I write as someone who has never visited California yet has long been fascinated by its scenery through the literature of John Steinbeck and the poetry of Robinson Jeffers. It took me years to discover Joan Didion’s California, with its unmistakable voice—the nostalgia of a girl for a frontier that finds its voice in a cry for a John Wayne—in the most evocative literary style. A couple of weeks ago, I stumbled upon a late one-act play by Tennessee Williams, Small Craft Warnings. It differs greatly from Pynchon’s California and his infinite Americana, which he constructs and deconstructs as if writing only for himself. Williams’s play is a collage of static character sketches: lost souls who gather in a California seaside bar to drink, carouse, search for love, and flounder eloquently in the avant-garde of suffering. There is no plot and little dynamism beyond the language, at times beautifully deployed.

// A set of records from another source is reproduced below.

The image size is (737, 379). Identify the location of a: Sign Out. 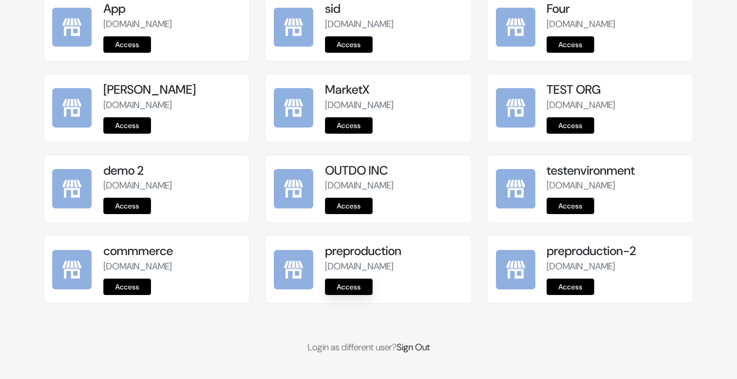
(413, 347).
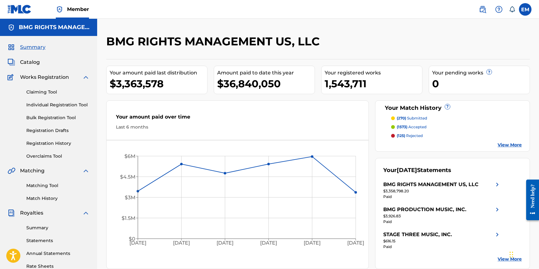  I want to click on a: Match History, so click(58, 199).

All of these writers have shown me a California that Vineyard and One Battle After Another also seem to seek. They remind us that literature is less about answers than about the worlds it opens—a California that is chaotic, improbable, and profoundly human. We inhabit it and risk destroying it with our capacity for being human: lost, suffering, desperate, and searching. As Williams said, “The thing you mustn’t lose in life is the quality of surprise.”

I read this somewhere…

Grew up near Eureka. In fact, played bball against the hated rival logger’s in the Gym in the article! Great memories. Eureka High School had this player named Joe who could ball! I also saw Ziggy Marley play a concert in that gym with very low visibility (the gym was “smokey” shall I say?!). I haven’t lived in Humboldt for decades but its ‘mana’ still echoes in my soul. Surfed Big Flats a decade ago (who knew that was in my backyard all those years!). I still go back when can and I often make the opinion to locals here in Hawaii that Humboldt is just as beautiful as Hawaii, just in a different way. They generally give me the understandable “sure it does” response. But if you’ve ever seen King’s range from the ocean, spent a summer day in Southern Humboldt, gone on a forest jog, gone to a river swimming hole (high rock anyone?!), tooled around Arcata square, lived between super conservatives and uber hippies and everyone seems to coexist, then you will appreciate Humboldt. To be fair, most places have their beauty if one looks in the right spots and with the right mental perspective. And I shouldn’t ignore that there challenges to living up there behind the redwood curtain. Feel so lucky to have had formative years in that part of majestic California.